The rape scene casts Mark as a hero
The rape scene casts Mark as a hero

 

He rapes her on their wedding night when she refuses to have sex with him. It is not at all ambiguous. She screams and tries to fight him off but he keeps going. It’s as explicit as it could be at the time. Never are we told that what Mark did was wrong, or that it makes him a bad person. Instead, we are meant to sympathize with his urges. He is a red-blooded American man, he can be patient about other things, can treat Marnie as an animal, a case study to be analyzed at arm’s length, but on his wedding night? Moreover, as he is presented as normal while Marnie is damaged, his actions are represented as markers of his psychological superiority. He know Marnie better than she knows herself, he can tell it’s what she wants even when she says no; the standard defense of the rapist, only we’re meant to take it seriously here. Even when Marnie attempts suicide the next morning, it’s portrayed as a symptom of the things that were already wrong with her, not a reaction to being victimized.

In married life, Mark continues to hold Marnie under this thumb. He tells her how to dress and act and forces her to attend parties and act as his supportive partner. She must live in his house, trapped like a captive animal and studied, by her husband, zoology or Freudian text in hand. Privately she screams how much she hates him, how much she wants to get away from him, but he owns her, both as a husband and blackmailer.

And though she puts up a strong act, she seems to need him. The slightest flash of the color red or crash of lightening send her into hysterics and Mark’s arms. She seems to get a sense of sexual release from riding her horse (a hamfisted Freudian touch) and it’s his death that finally breaks Marnie’s spirit, like she is indeed the wild horse in need of taming that Mark viewed her as.

Marnie is only truly happy with her horse
Marnie is only truly happy with her horse

 

This all leads up to the final confrontation with Marnie’s mother, wherein Mark blames her for “ruining” Marnie. It begins when he literally drags her to her mother’s house, crying and weak from the earlier trauma and ends with the heavy-handed revelation that of repressed memories of a near sexual assault in her childhood. Hearing this, grown up Marnie regresses back to her childhood, a little girl crying for her mother’s love and leaning on her husband’s strong shoulder.

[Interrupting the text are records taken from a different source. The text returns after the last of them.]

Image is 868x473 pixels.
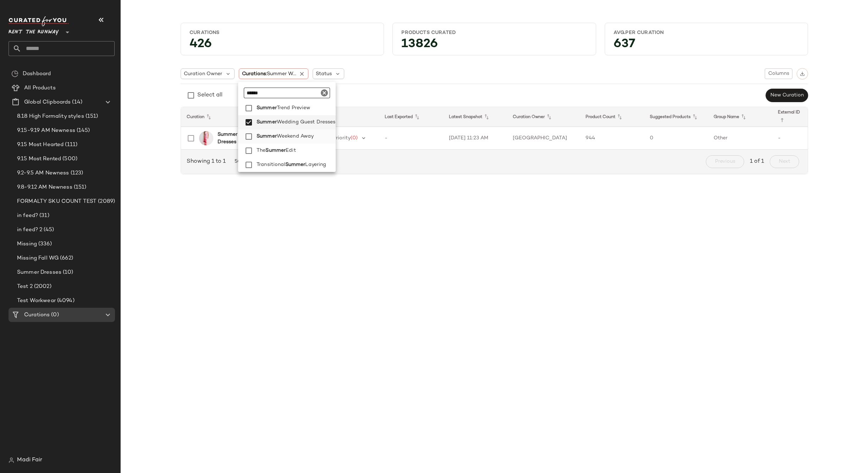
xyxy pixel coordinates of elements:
th: Curation [181,107,305,126]
span: (2002) [33,282,52,291]
span: Transitional [256,158,286,172]
div: 426 [184,39,381,52]
span: 1 of 1 [750,157,764,166]
span: 9.15-9.19 AM Newness [17,126,75,135]
span: FORMALTY SKU COUNT TEST [17,197,97,206]
button: 50 [229,155,253,168]
td: 0 [644,126,708,149]
span: (662) [58,255,73,262]
td: 944 [580,126,644,149]
span: Summer [256,129,277,144]
span: (145) [75,126,90,135]
td: - [772,126,808,149]
span: (45) [42,226,54,234]
button: New Curation [765,89,808,102]
span: Trend Preview [277,101,310,115]
i: Clear [320,89,329,97]
td: [DATE] 11:23 AM [444,126,508,149]
th: Last Exported [379,107,444,126]
span: Summer Dresses [17,269,61,277]
span: (0) [50,310,58,319]
span: Missing [17,240,37,248]
span: (10) [61,269,73,277]
div: Products Curated [401,30,586,36]
td: [GEOGRAPHIC_DATA] [507,126,579,149]
span: New Curation [770,93,804,98]
span: (500) [61,155,78,163]
span: 9.8-9.12 AM Newness [17,183,72,192]
span: Rent the Runway [9,24,59,37]
div: Select all [197,91,222,100]
span: Layering [305,158,326,172]
span: (111) [64,141,78,149]
span: (14) [71,98,82,106]
span: Showing 1 to 1 [187,157,229,166]
span: (336) [37,240,52,248]
span: Curations: [242,70,296,78]
span: Test Workwear [17,296,56,305]
span: Curations [24,310,50,319]
span: Curation Owner [184,70,222,78]
span: Summer [256,115,277,129]
th: External ID [772,107,808,126]
th: Group Name [708,107,772,126]
div: Curations [189,30,375,36]
span: (151) [72,183,86,192]
span: All Products [24,84,56,92]
span: Summer [286,158,305,172]
span: Wedding Guest Dresses [277,115,335,129]
th: Curation Owner [507,107,579,126]
span: 8.18 High Formality styles [17,112,84,121]
b: Summer Wedding Guest Dresses [217,130,297,146]
div: 13826 [396,39,592,52]
span: Status [316,70,332,78]
span: Summer [265,144,286,158]
span: in feed? [17,212,38,220]
span: (123) [69,169,83,177]
span: Summer W... [266,71,296,77]
span: Columns [768,71,789,77]
span: in feed? 2 [17,226,42,234]
th: Priority [305,107,379,126]
span: Summer [256,101,277,115]
span: Missing Fall WG [17,255,58,262]
img: cfy_white_logo.C9jOOHJF.svg [9,16,69,26]
span: Dashboard [23,70,51,78]
span: (151) [84,112,99,121]
th: Product Count [580,107,644,126]
th: Latest Snapshot [444,107,508,126]
th: Suggested Products [644,107,708,126]
span: Test 2 [17,282,33,291]
img: svg%3e [9,457,14,463]
span: 9.15 Most Hearted [17,141,64,149]
span: Weekend Away [277,129,314,144]
div: 637 [607,39,805,52]
td: - [379,126,444,149]
span: 9.2-9.5 AM Newness [17,169,69,177]
td: Other [708,126,772,149]
span: Global Clipboards [24,98,71,106]
span: 9.15 Most Rented [17,155,61,163]
span: (0) [351,135,357,141]
button: Columns [765,68,792,79]
img: svg%3e [12,70,18,77]
span: Madi Fair [17,456,42,464]
span: 50 [234,158,247,165]
div: Avg.per Curation [613,30,799,36]
span: (31) [38,212,50,220]
span: The [256,144,265,158]
img: svg%3e [800,71,805,76]
span: (4094) [56,296,75,305]
img: ACL26.jpg [199,131,213,146]
span: (2089) [97,197,115,206]
span: Edit [286,144,296,158]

In the last scene they walk out into an uncertain future but it seems like things might be all right for these crazy kids. They’re ready to love each other. Mark is our hero, he’s fixed this girl and she can now have a normal sex life. She can be a wife, like a woman is supposed to be.

Marnie is forced to stand by Mark’s side as his society wife
Marnie is forced to stand by Mark’s side as his society wife

 

Of course this is crazy and nauseating and its rightfully a lesser Hitchcock. But the film is beautiful and seductive, dressed up in Classic Hollywood glamour and its easy to be lulled into ideas of the unilateral superiority and wholesomeness of old films. But not everything a great director touches turns to gold. For all the ills of contemporary filmmaking and modern culture, at least you couldn’t make a film like Marnie anymore.

At least, I hope so.

 


Elizabeth Kiy is a Canadian writer and journalist living in Toronto, Ontario.